Raw materials, textiles — the luxury of hospitality: Six Senses’ detergent, wood-fibre sheets at Grand Hotel Tremezzo, viscose
The first point of attention is the choice of raw materials: textiles, sheets and towels, sofa upholstery; the absence or limitation of plastic; energy and water management; kitchen ingredients. For Lampoon, sound responsibility in these — and other — practices is the only definition that can be given today to the word luxury. Even before luxury, a magazine like Lampoon wants to present the hotel industry as a potential model for better ethical entrepreneurship.
Six Senses opened in Rome — I met a manager from this property in Singapore, five years ago: the first thing he told me was how the herbs and fruit used to mix cocktails were collected rather than discarded, placed in a macerator to produce the natural detergent used for certain kitchen cleaning operations (the evolution of grandma putting vinegar in the dishwasher instead of rinse aid).
At Grand Hotel Tremezzo, guests sleep on sheets woven from a thread made from wood fibre. The effect resembles silk — and the sheets can be bought through the hotel’s shop. They’re produced by the company Beltrami. On closer analysis by experts, it becomes clear that a thread made from wood fibre is, in fact, a viscose. Today viscose can be produced from waste materials — shellfish shells, orange peels — but when it was first invented, viscose was produced from tree cellulose.
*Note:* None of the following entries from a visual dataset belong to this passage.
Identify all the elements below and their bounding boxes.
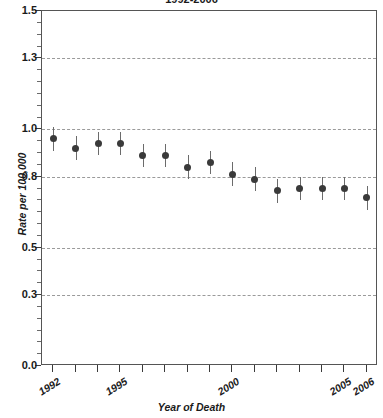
gridline [42, 177, 376, 178]
x-axis-tick [276, 365, 277, 372]
gridline [42, 295, 376, 296]
data-point-marker [229, 171, 236, 178]
x-axis-tick [142, 365, 143, 372]
data-point-marker [296, 185, 303, 192]
x-axis-tick [119, 365, 120, 372]
y-axis-tick-label: 0.3 [0, 288, 37, 300]
data-point-marker [319, 185, 326, 192]
data-point-marker [274, 187, 281, 194]
x-axis-tick [187, 365, 188, 372]
data-point-marker [50, 135, 57, 142]
data-point-marker [207, 159, 214, 166]
gridline [42, 248, 376, 249]
gridline [42, 58, 376, 59]
x-axis-label: Year of Death [0, 401, 383, 413]
x-axis-tick [321, 365, 322, 372]
plot-area [41, 10, 377, 365]
data-point-marker [341, 185, 348, 192]
data-point-marker [139, 152, 146, 159]
y-axis-tick-label: 0.0 [0, 359, 37, 371]
y-axis-tick-label: 0.5 [0, 241, 37, 253]
y-axis-tick-label: 1.3 [0, 51, 37, 63]
x-axis-tick [97, 365, 98, 372]
data-point-marker [162, 152, 169, 159]
data-point-marker [95, 140, 102, 147]
y-axis-tick-label: 0.8 [0, 170, 37, 182]
x-axis-tick [164, 365, 165, 372]
x-axis-tick [75, 365, 76, 372]
x-axis-tick [343, 365, 344, 372]
x-axis-tick-label: 2000 [210, 375, 242, 401]
x-axis-tick [299, 365, 300, 372]
x-axis-tick-label: 1995 [98, 375, 130, 401]
y-axis-tick-label: 1.0 [0, 122, 37, 134]
data-point-marker [251, 176, 258, 183]
x-axis-tick [366, 365, 367, 372]
data-point-marker [363, 194, 370, 201]
gridline [42, 129, 376, 130]
data-point-marker [184, 164, 191, 171]
x-axis-tick [254, 365, 255, 372]
chart-figure: 1992-2006 Rate per 100,000 Year of Death… [0, 0, 383, 418]
y-axis-tick-label: 1.5 [0, 4, 37, 16]
x-axis-tick [209, 365, 210, 372]
data-point-marker [117, 140, 124, 147]
chart-title: 1992-2006 [0, 0, 383, 5]
x-axis-tick [231, 365, 232, 372]
x-axis-tick [52, 365, 53, 372]
data-point-marker [72, 145, 79, 152]
x-axis-tick-label: 1992 [31, 375, 63, 401]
The term viscose originated as an adjective — a viscous substance, somewhere between solid and liquid, consistent enough to be pressed and forced out through minimal-diameter holes. The viscous substance produces extruded threads. Extruded threads genuinely resemble silk, but because of the binder holding the substrate together, they are a synthetic compound. Viscose is a synthetic thread blended with organic material. Sheets woven from synthetic thread can feel pleasant the first night — but they don’t allow the human body to breathe, and they need constant washing to avoid a stale smell. Frequent washing of synthetic sheets leads to abrasion of the fabric itself, with consequent release and dispersion of synthetic microparticles — that is, microplastics. Wherever there are microplastics, there will never be anything sustainable.
The problems of hotel management: staff and the provinces outside the big cities — the focal point is the short supply chain
One of the biggest problems for hotel management is staff recruitment and retention. It’s fair to say this is now a cross-cutting problem for every kind of business — but for hospitality it’s more complex, for two reasons. The first is seasonality. Staying on Lake Como, every business there seems to close from November to March. Both the lake’s microclimate and the area’s cultural offerings could support year-round opening more than one might expect for a seaside location. For an employee, logic suggests that seasonal work is less appealing than year-round work.
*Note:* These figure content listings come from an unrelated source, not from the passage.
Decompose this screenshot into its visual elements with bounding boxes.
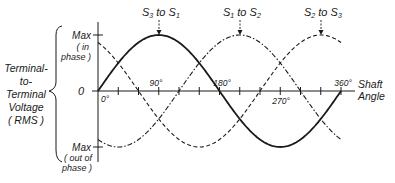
y-title-1: Terminal-	[4, 62, 48, 74]
x-title-2: Angle	[357, 90, 385, 102]
arrow-s1-to-s2	[238, 20, 243, 35]
x-label-360: 360°	[334, 78, 352, 88]
y-label-max-out: Max	[72, 142, 92, 153]
y-label-zero: 0	[78, 85, 85, 97]
phase-voltage-chart: S3 to S1 S1 to S2 S2 to S3 Max ( in phas…	[0, 0, 395, 183]
y-label-max-in: Max	[72, 30, 92, 41]
arrow-s2-to-s3	[319, 20, 324, 35]
y-label-in-phase-2: phase )	[60, 52, 91, 62]
x-title-1: Shaft	[358, 78, 384, 90]
annotation-s3-to-s1: S3 to S1	[142, 6, 180, 19]
y-label-out-phase-2: phase )	[61, 163, 92, 173]
annotation-s1-to-s2: S1 to S2	[223, 6, 261, 19]
x-label-180: 180°	[213, 78, 231, 88]
y-title-2: to-	[20, 75, 33, 87]
y-label-out-phase-1: ( out of	[64, 153, 94, 163]
y-title-3: Terminal	[6, 88, 47, 100]
x-label-0: 0°	[101, 94, 110, 104]
y-title-4: Voltage	[8, 101, 43, 113]
y-title-5: ( RMS )	[8, 114, 44, 126]
x-label-90: 90°	[150, 78, 163, 88]
y-label-in-phase-1: ( in	[76, 42, 89, 52]
x-label-270: 270°	[271, 96, 290, 106]
brace-icon	[49, 26, 62, 162]
arrow-s3-to-s1	[157, 20, 162, 35]
annotation-s2-to-s3: S2 to S3	[304, 6, 342, 19]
The second issue is where many hotels are located — the provinces and the countryside, outside the big cities, where many people would rather live and have a social life. The focal point of this piece: the hotel is a catalyst for the short supply chain. An accelerator of ethical, local, sustainable entrepreneurship, and of building an economic and social district. The hotel, particularly one targeting high-spending guests, must invest in the territory where it operates.
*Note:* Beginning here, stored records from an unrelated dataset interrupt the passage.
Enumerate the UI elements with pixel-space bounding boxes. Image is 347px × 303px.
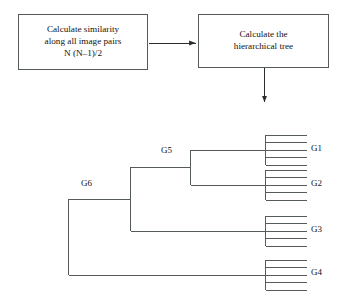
dendrogram-label-G1: G1 (311, 143, 322, 153)
dendrogram-label-G4: G4 (311, 267, 322, 277)
diagram-canvas: Calculate similarity along all image pai… (0, 0, 347, 303)
leaf-bracket-G4 (266, 260, 308, 290)
dendrogram-label-G3: G3 (311, 224, 322, 234)
leaf-bracket-G1 (266, 135, 308, 165)
leaf-bracket-G2 (266, 170, 308, 200)
dendrogram-root-node (69, 199, 266, 275)
leaf-bracket-G3 (266, 216, 308, 246)
diagram-lines-layer (0, 0, 347, 303)
dendrogram-label-G5: G5 (161, 145, 172, 155)
dendrogram-label-G6: G6 (81, 178, 92, 188)
dendrogram-node-G5 (130, 150, 265, 185)
dendrogram-label-G2: G2 (311, 178, 322, 188)
dendrogram-node-G6 (68, 168, 265, 232)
The best hotel in Italy and the country’s hotel heritage
Which is the best hotel in Italy today? Before naming it, let’s take for granted that it’s one that respects some of the points outlined above and below. Hotel heritage is a national heritage we should feel responsible for and invested in — a bit like when you worry about a guest arriving at your home, and remember the upbringing your mother gave you. Everyone wants to come to Italy on holiday, just as we Italians like holidaying in Italy too: we’re nationalists about very few things, but holidays and wine are among them.
No carpeting, natural building, wood, trees and CO2 — ethical entrepreneurship
A few details define every good Italian hotel. No carpeting on the floors: it was unhygienic even before the pandemic, and today it gives off a sense of generic unhappiness. No carpeting, anywhere. It doesn’t matter that it muffles corridor noise — the microbes it traps are more bothersome than the noise.
Building materials must be local — that’s the definition of sustainability. If marble is the choice, let it be enhanced marble. A local stone, from the nearby mountains, can offer a shade more coherent with the light from the window. Concrete should be a mix of clay — drawn from the foundation excavation itself — blended with the sand of the site. An example of this approach was set by Matteo Thun years ago now, in building the Vigilius near Lana, close to Merano. Another example is Tenuta dell’Argentaia, in Magliano in Tuscany.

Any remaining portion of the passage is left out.